HomePoliticsNewsNasrallah: Hezbollah to import fuel from Iran, if shortages continue

Nasrallah: Hezbollah to import fuel from Iran, if shortages continue

Describing the situation as humiliating, Hezbollah chief Hassan Nasrallah called on authorities to take a “courageous decision” and override their “fear” of the US to import fuel supplies from Iran.


Hassan Nasrallah spoke on Tuesday to mark the 30th anniversary of Hezbollah's TV channel Al Manar. Photo: Courtesy of the National News Agency.

Hezbollah leader Hassan Nasrallah called on the Lebanese government on Tuesday to import fuel from Iran and disregard the US imposed embargoes on Tehran, if the shortages continue.

Lebanon has been facing increasingly severe fuel shortages in recent months, with long queues at service stations and some drivers waiting more than an hour to buy even small quantities of supplies.

If the Lebanese state fails to take action, “we, within Hezbollah, will go to Iran, negotiate with the Iranian government… and buy vessels full of petrol and fuel oil and bring them to Beirut port,” Nasrallah said, in his speech dedicated to the 30th anniversary of Hezbollah’s television channel Al Manar.

“Let the Lebanese state (dare to) prevent the delivery of petrol and fuel oil to the Lebanese people!” he added. “We can no longer tolerate these scenes of humiliation.”

Washington slapped punitive sanctions on Tehran under former president Donald Trump, after he unilaterally withdrew from a 2015 nuclear accord between Iran and world powers.

Trump’s successor President Joe Biden favors returning to the nuclear deal and Vienna has hosted indirect negotiations to that end, but sanctions seeking to block Iran from exporting fuel remain in place.

In late 2019, Lebanon plunged into political and economic crisis, with huge street protests against an elite deemed beholden to sectarian interests. The country has been without a government for the past 10 months.

The crisis is also eating away at the country’s dwindling foreign currency reserves which have so far funded subsidies on key goods such as fuel, flour and medicine.

The local currency has lost around 85 percent of its value against the dollar on the black market.

The World Bank last week said the country’s financial crisis was one of the world’s worst since the mid-19th century.

The Iraqi government approved on Tuesday to double the quantity of crude oil it provides to Lebanon one million tons, amounting for half of the country’s fuel needs.

“The decision must be implemented as quickly as possible, due to the urgent need for this support for brotherly Lebanon, because it is going through extraordinary circumstances,” government spokesman and Culture Minister Hassan Nazim said in a press conference in Baghdad.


**WHAT THE TASK REQUIRES**
Once the images are set aside, write out the rest of the records exactly.

**EXTRACTED MATERIAL**
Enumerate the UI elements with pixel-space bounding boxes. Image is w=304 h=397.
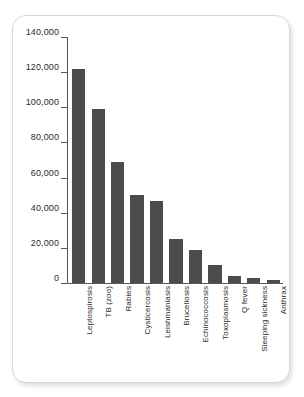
- bar: [130, 195, 143, 283]
- x-axis-tick-label: TB (zoo): [101, 286, 110, 317]
- x-axis-tick-label: Leishmaniasis: [160, 286, 169, 338]
- bar: [208, 265, 221, 283]
- bar: [72, 69, 85, 283]
- x-axis-tick-label: Brucellosis: [179, 286, 188, 326]
- x-axis-tick-label: Toxoplasmosis: [218, 286, 227, 340]
- x-axis-tick-label: Leptospirosis: [82, 286, 91, 334]
- x-axis-tick-label: Sleeping sickness: [257, 286, 266, 352]
- x-axis-labels: LeptospirosisTB (zoo)RabiesCysticercosis…: [13, 284, 291, 380]
- x-axis-tick-label: Echinococcosis: [198, 286, 207, 343]
- bar-chart-plot-area: 020,00040,00060,00080,000100,000120,0001…: [13, 16, 291, 384]
- bar: [111, 162, 124, 283]
- bar: [189, 250, 202, 283]
- x-axis-tick-label: Cysticercosis: [140, 286, 149, 334]
- x-axis-tick-label: Rabies: [121, 286, 130, 312]
- x-axis-tick-label: Anthrax: [276, 286, 285, 314]
- bar: [169, 239, 182, 283]
- bar: [92, 109, 105, 283]
- bar: [150, 201, 163, 283]
- x-axis-tick-label: Q fever: [237, 286, 246, 313]
- bar: [247, 278, 260, 283]
- chart-card: 020,00040,00060,00080,000100,000120,0001…: [12, 15, 290, 383]
- bar: [228, 276, 241, 283]
- bar: [267, 280, 280, 283]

**TASK RESULT**
Enumerate the UI elements with pixel-space bounding boxes. Image is w=304 h=397.
- bar: [130, 195, 143, 283]
- x-axis-tick-label: TB (zoo): [101, 286, 110, 317]
- x-axis-tick-label: Leishmaniasis: [160, 286, 169, 338]
- bar: [208, 265, 221, 283]
- bar: [72, 69, 85, 283]
- x-axis-tick-label: Brucellosis: [179, 286, 188, 326]
- x-axis-tick-label: Toxoplasmosis: [218, 286, 227, 340]
- x-axis-tick-label: Leptospirosis: [82, 286, 91, 334]
- x-axis-tick-label: Sleeping sickness: [257, 286, 266, 352]
- x-axis-labels: LeptospirosisTB (zoo)RabiesCysticercosis…: [13, 284, 291, 380]
- x-axis-tick-label: Echinococcosis: [198, 286, 207, 343]
- bar-chart-plot-area: 020,00040,00060,00080,000100,000120,0001…: [13, 16, 291, 384]
- bar: [111, 162, 124, 283]
- bar: [189, 250, 202, 283]
- x-axis-tick-label: Cysticercosis: [140, 286, 149, 334]
- x-axis-tick-label: Rabies: [121, 286, 130, 312]
- x-axis-tick-label: Anthrax: [276, 286, 285, 314]
- bar: [169, 239, 182, 283]
- bar: [92, 109, 105, 283]
- bar: [150, 201, 163, 283]
- x-axis-tick-label: Q fever: [237, 286, 246, 313]
- bar: [247, 278, 260, 283]
- chart-card: 020,00040,00060,00080,000100,000120,0001…: [12, 15, 290, 383]
- bar: [228, 276, 241, 283]
- bar: [267, 280, 280, 283]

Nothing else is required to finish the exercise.